As for why software engineering agents have such a big impact, you might as well ask yourself, what is the main input of our industry? What is preventing more applications, more wallets, better infrastructure, and better everything? The answer is software. If AI agents cause the cost of building software to plummet, then everything will change.
In the post-AI era, instead of raising millions of dollars for seed rounds, projects will be able to launch an application with just $10,000 in AI cloud computing fees. Self-funded projects like Hyperliquid and Jupiter will go from being the exception to the rule. The number of on-chain applications and experiments will explode. For an industry driven by software, this cost deflationary shock will spark an on-chain renaissance.
In addition, the impact on security is profound. AI-driven static analysis and monitoring will become ubiquitous, making security information more accessible to everyone. These AIs will be fine-tuned on EVM/Solidity or Rust code bases and trained on huge databases of security audits and attack vectors. They will perform reinforcement learning (RL) in simulated adversarial blockchain environments. I am increasingly convinced that in security, AI tools will ultimately benefit defenders rather than attackers.

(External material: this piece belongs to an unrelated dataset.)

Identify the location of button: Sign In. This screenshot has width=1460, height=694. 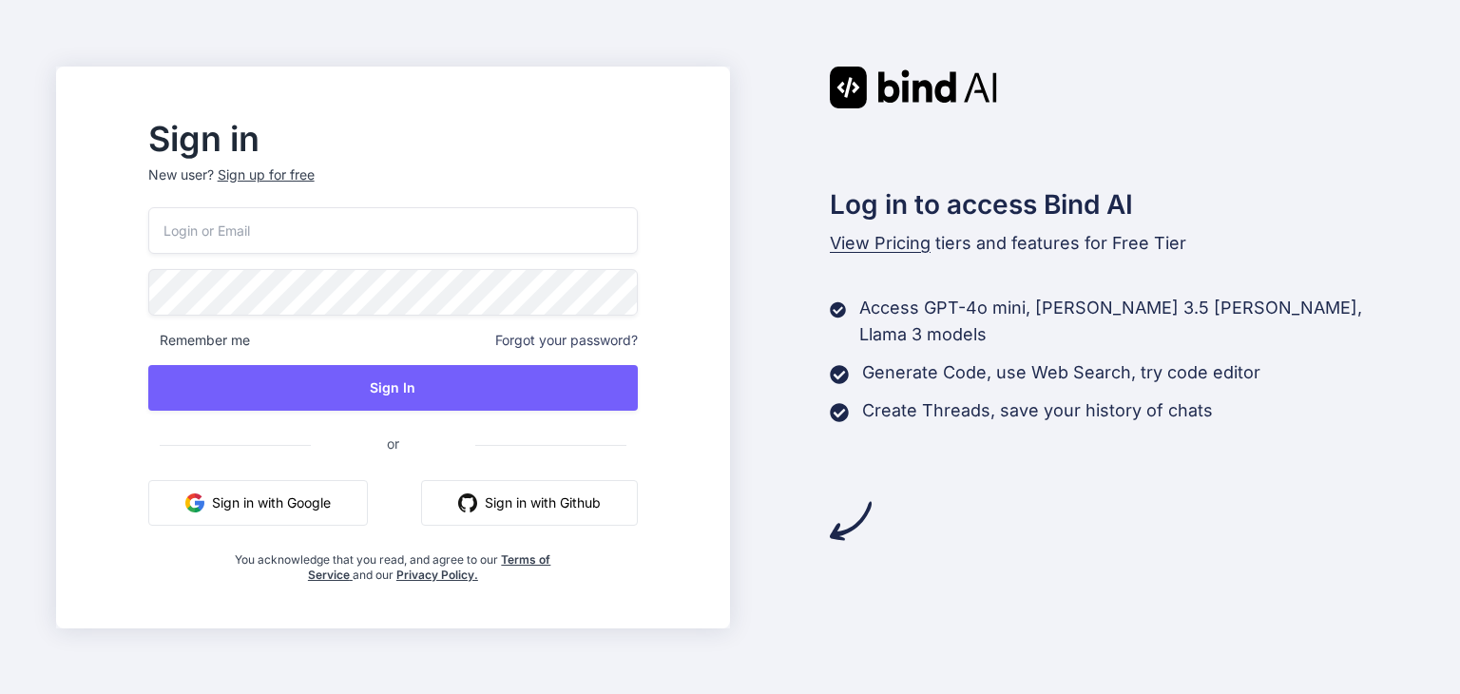
(393, 388).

We will see AIs constantly performing "red team" testing on contracts, while other AIs will harden contracts, formally verify their properties, and hone their incident response and remediation skills.
In the meantime, trading AI-flavored Memecoins is normal, but real proxies will be more influential than just “pumping” your own tokens on Twitter.
6. True cryptocurrency and AI integration
In the above article, I have detailed the impact of AI on cryptocurrency (the main impact direction), but cryptocurrency will also have an impact on AI.
Truly autonomous agents will use cryptocurrencies to transact with each other. This will be especially true once there is relaxed stablecoin regulation. We will even start to see large companies operating AI agents using stablecoins for inter-agent payments, as stablecoins are easier to set up than bank accounts.
In addition, we will see more and larger-scale decentralized training and reasoning experiments. Like EXO Labs , Nous Research and Prime Intellect will pave the way for truly replacing centralized training and company-owned models. And NEAR Protocol is trying to create a full-stack trusted neutral, permissionless AI stack.
Another intersection of cryptocurrency and AI is user experience. Wallets in the post-AI era will be completely changed. An AI-powered wallet should be able to handle cross-chain, optimize transaction routes, reduce fees for users, solve interoperability issues or front-end errors, and guide users away from obvious fraud or scams. Users do not need to switch back and forth between multiple different wallets, change RPCs or rebalance stablecoins, AI will handle all of this for users. However, it may take until 2026 to become reliable enough to change the user experience of cryptocurrency. When all this comes, what will happen to the network effect of blockchain? What happens when users no longer care, or even perceive which chain the application is on?
It’s still early days for this space, but I expect we’ll see it take off soon. In the long term (say mid-2026), I expect the majority of the “AI x crypto” market cap to be concentrated in this space.
That’s all my predictions. I promised I’d write this before I hit 100k followers, so it’s a little late, but still in the new year! Disclosure: These are my personal opinions, not Dragonfly’s; Dragonfly has investments in many of the companies mentioned in this article; no financial advice, DYOR. I may or may not be an AI.